“What? Me? I told you—it’s Sedarias’s space. It’s her.”
But Kaylin shook her head. “All of you are part of it. All of you. She’s angry right now. I get that. But you’re part of her space. You’ve got as much right to control it as—as she does.”
“Dangerous and stupid at the same time. Well done.”
“I mean it!”
“Obviously. It’s not that simple. There are things Sedarias can do that we can all forgive because we’ve seen her and we know who she is. But there are things she’ll never forgive.”
“Does she hate Alsanis?”
“What?”
“Does she hate the Hallionne Alsanis?”
“I know who Alsanis is. I can’t even make sense of the question. Maybe try it in Barrani?”
“I need you all to do something.”
“To do what?” The skies, as they approached, were a vivid green-gray; the clouds had rolled across a clear, blue sky.
“To change the shape of this place. She’s afraid—this is about one fear. We need to remind her—”
He laughed, the sound both reckless and wild. “What in the hells do you think we’ve been doing?”
Kaylin lifted her arms; the marks had lifted themselves off her skin, surrounded it in a moving nimbus of light. Terrano understood. Which was frustrating, because once again, Kaylin didn’t.
“I like Sedarias,” she said, and she felt the base of her throat swell, as if the words were song. “I want to smack her, but I want to smack Mandoran most days. And you,” she added.
“I won’t feel left out if you don’t.”
“I don’t know all of you. But I’ve liked all of you. I think I envied what you’ve built, what you’ve made—because I saw the outside of it. Until yesterday. Until today. I didn’t understand that it’s work, right?” The light her marks shed was blue, not gold. “But I love Helen. She’s my home. Sedarias can’t keep doing this to Helen.”
Terrano didn’t argue.
Helen remained silent. But Helen was doing something incredibly important for both Sedarias and cohort, and Severn.
“Hope,” she said, “drop me in the middle of the storm.”
There is a danger, Hope said.
“You think?”
You don’t understand the nature of the danger, Hope replied.
“Is this something you could do in my place without killing Severn?” Severn was the only thing here that might serve as a sacrifice—and Kaylin would die first.

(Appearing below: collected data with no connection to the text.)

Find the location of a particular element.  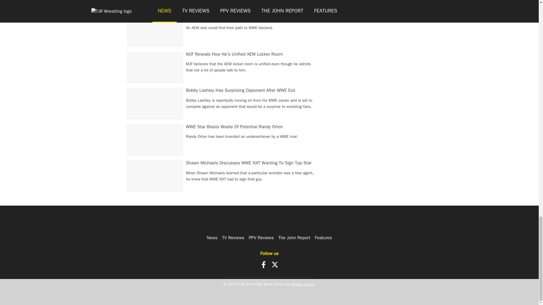

Bobby Lashley Has Surprising Opponent After WWE Exit is located at coordinates (241, 91).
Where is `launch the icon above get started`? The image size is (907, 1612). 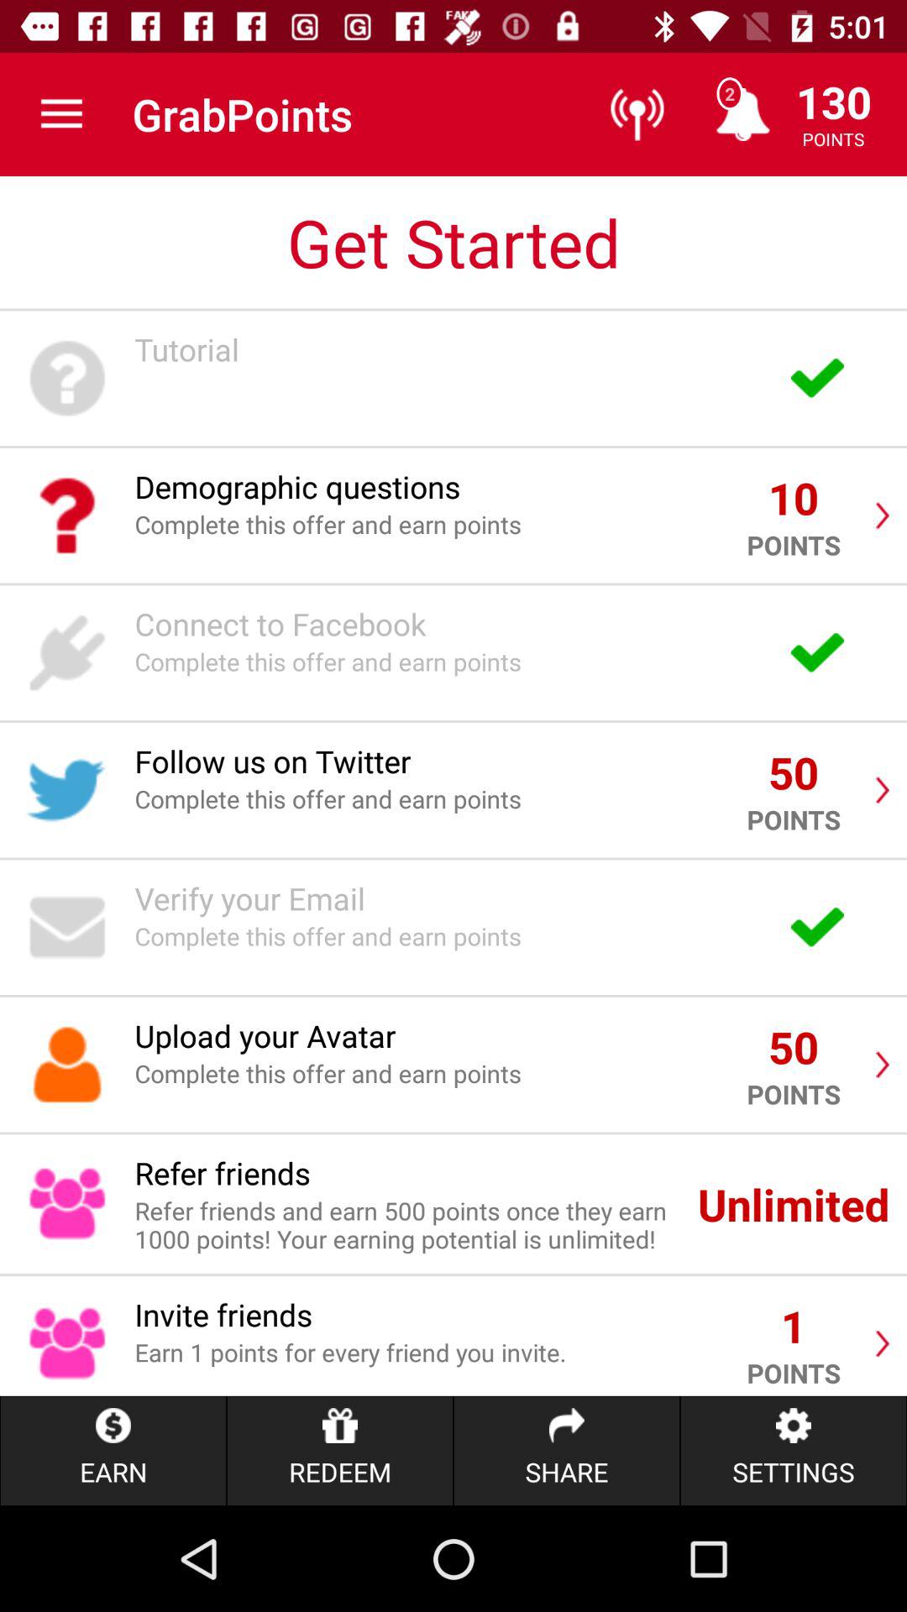
launch the icon above get started is located at coordinates (61, 114).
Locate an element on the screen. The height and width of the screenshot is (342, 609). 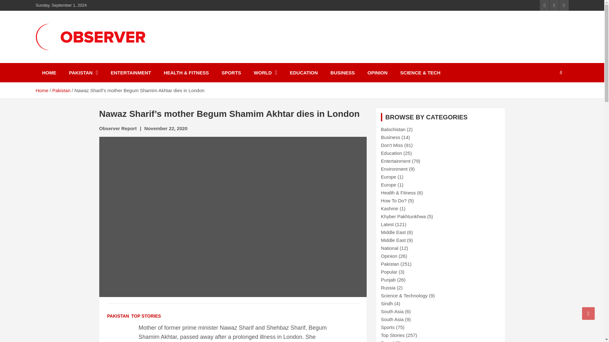
The Pakistan Observer Digital is located at coordinates (104, 67).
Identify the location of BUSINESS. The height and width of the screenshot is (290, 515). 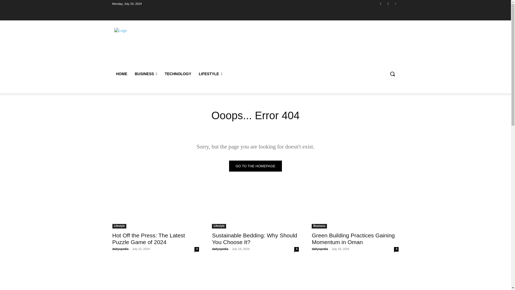
(146, 74).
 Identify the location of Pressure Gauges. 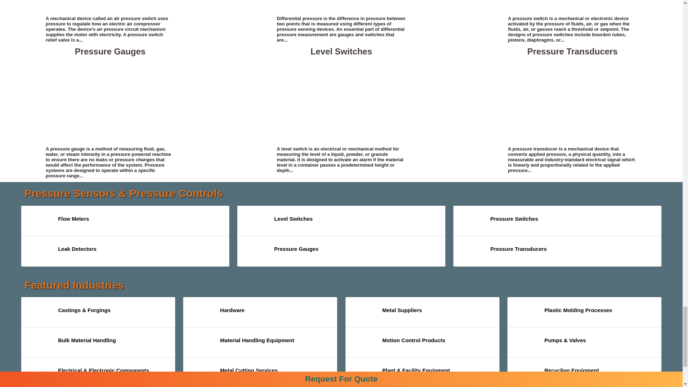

I cannot do it at all, Chosen, he replied, with a great and almost distant dignity. Get ready. I will drop you as you’ve requested, but I will need to be closer if you wish to survive it.
“This isn’t reality.”
Is it not? For Sedarias at the moment it is the only reality. It is a reality that is not mine, Chosen. It is yours and hers. It is the province of the living.
“Wait—what do you mean?”
But Hope had reached the height of the storm. He turned over, and Kaylin fell. So did Severn.
The heart of the storm was, from Kaylin’s vantage, a long way down.